Sounding not at all like a man in the fight of his political life, he mocked Romney’s shifting positions on several issues during the debate on foreign policy in Boca Raton on Monday night, which the president described — to the delight of the partisan crowd — as “a severe outbreak” of “Romnesia.”
“We’re accustomed to seeing politicians change their positions, from, like, four years ago,’’ Obama said. “We’re not accustomed to seeing a politician change their positions from four days ago.’’
Romney left Boca Raton and boarded a plane for Nevada, where he will campaign later Tuesday with his vice presidential nominee, Rep. Paul Ryan (Wis.). His supporters argued that the debate — in which Obama was far more combative, while Romney often expressed approval of the president’s positions — reflected the incumbent’s increasing vulnerability and the challenger’s growing confidence.
“To me, the president was more like the challenger who was behind, and Governor Romney was more like the incumbent – he appeared presidential,” said Sen. Rob Portman (R-Ohio), who played Obama in Romney’s mock debates.
Eric Fehrnstrom, a senior adviser to Romney, said that while “Mitt Romney came here to debate America’s position in the world, I think Obama came here to defend his position in the campaign, which has deteriorated.”
Obama plans to sleep on Air Force One during a cross-country blitz over the next two days that will take him to almost every important battleground state: Ohio, Florida, Virginia, Iowa, Colorado and Nevada. He plans a joint appearance with Vice President Biden in Dayton, Ohio, on Tuesday afternoon, and will detour to California on Wednesday for an appearance on NBC’s “The Tonight Show with Jay Leno.”
Romney, meanwhile, will appear with Ryan in Nevada and Colorado, and head from there to Iowa and all-important Ohio, hitting two or three states a day in the next two weeks. Advisers said Romney would start delivering his closing argument to voters this week, and is considering a major speech on debt and government spending in the coming days.

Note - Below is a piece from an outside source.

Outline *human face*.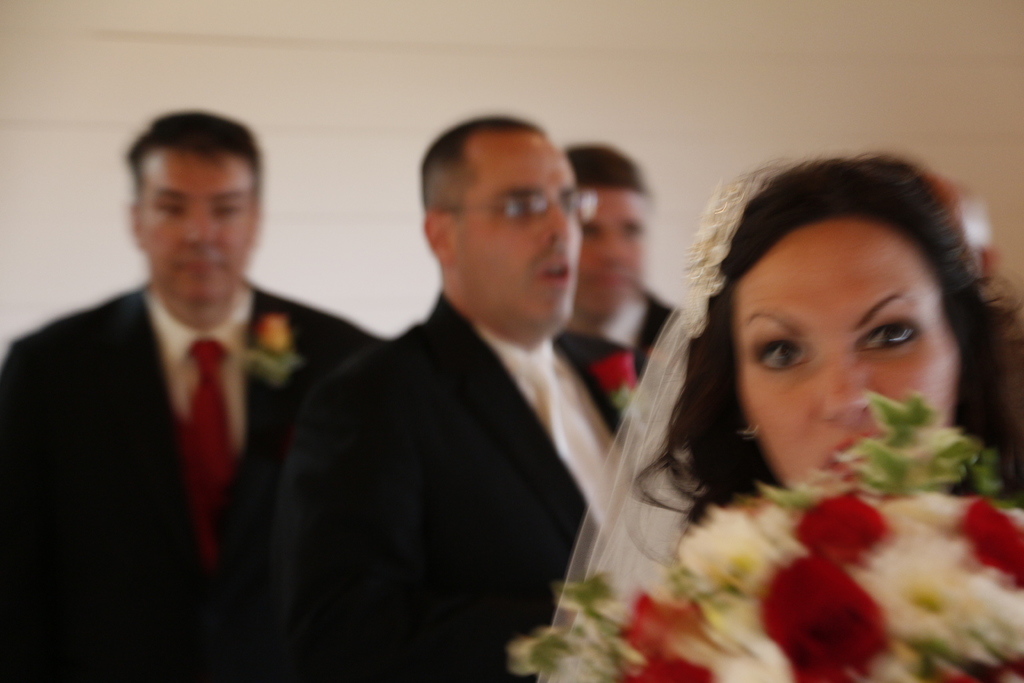
Outline: region(143, 154, 255, 302).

The Obama campaign is also pushing its closing argument — in the form of a booklet called “Blueprint for America’s Future” — that will be mailed, handed out and touted nationwide.
Much of it is a summary of proposals Obama has been offering on the campaign trail for months, such as plans to use half the savings from winding down wars in Iraq and Afghanistan for domestic infrastructure investment; create incentives for companies to bring jobs back to the United States (and end tax breaks for companies that ship jobs overseas); continue investing in “clean” energy; and recruit 100,000 new math and science teachers.

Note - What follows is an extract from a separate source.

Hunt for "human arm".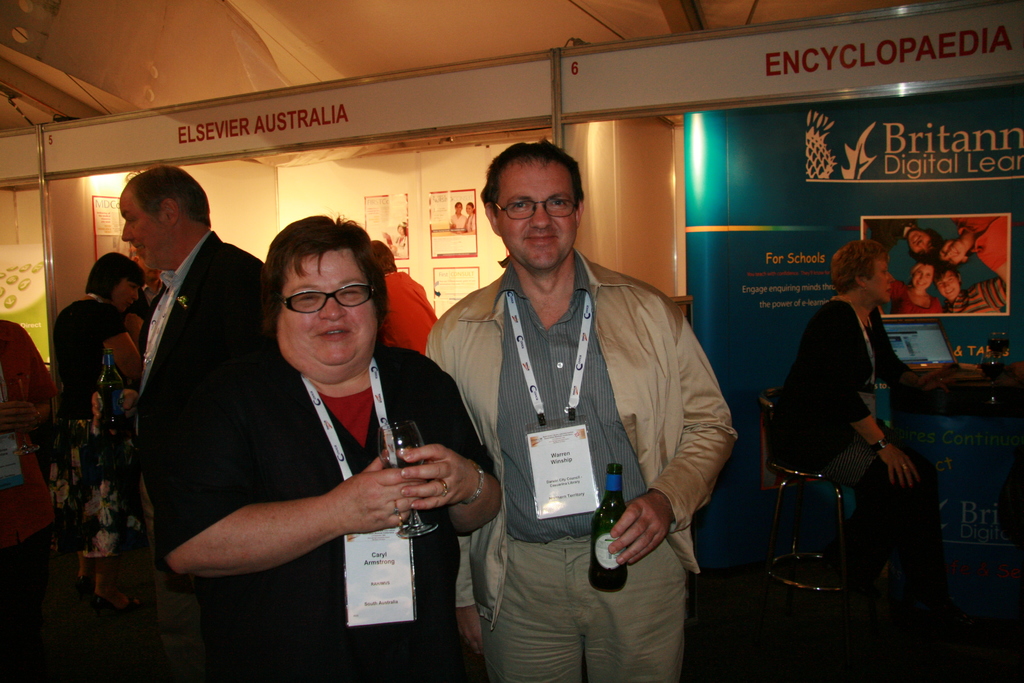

Obama only briefly mentioned the plan at his rally here, saying it includes steps to grow manufacturing, reward small-business owners and halve oil imports by 2020. Senior adviser David Axelrod said 3.5 million copies of the blueprint are being mailed to households in swing states, and millions more will be given out door to door.
“We feel strongly that we have the winning hand and a strong message about how we rebuild the economy, and a specific message on how to build this economy from the middle class out, and it stands in stark contrast to the same old failed policies of the last decade that have been offered by Governor Romney,” Axelrod said. “We’re eager to make those comparisons. It’s the reason we believe we’re ahead in this race, and it’s the reason we’re going to win this race.”
But with Obama leading Romney among likely voters by just one statistically insignificant percentage point in the latest Washington Post/ABC News national poll, the race at this point is still either candidate’s to win.
Wilgoren reported from Washington. Amy Gardner in Washington and Phil Rucker in Boca Raton contributed to this report.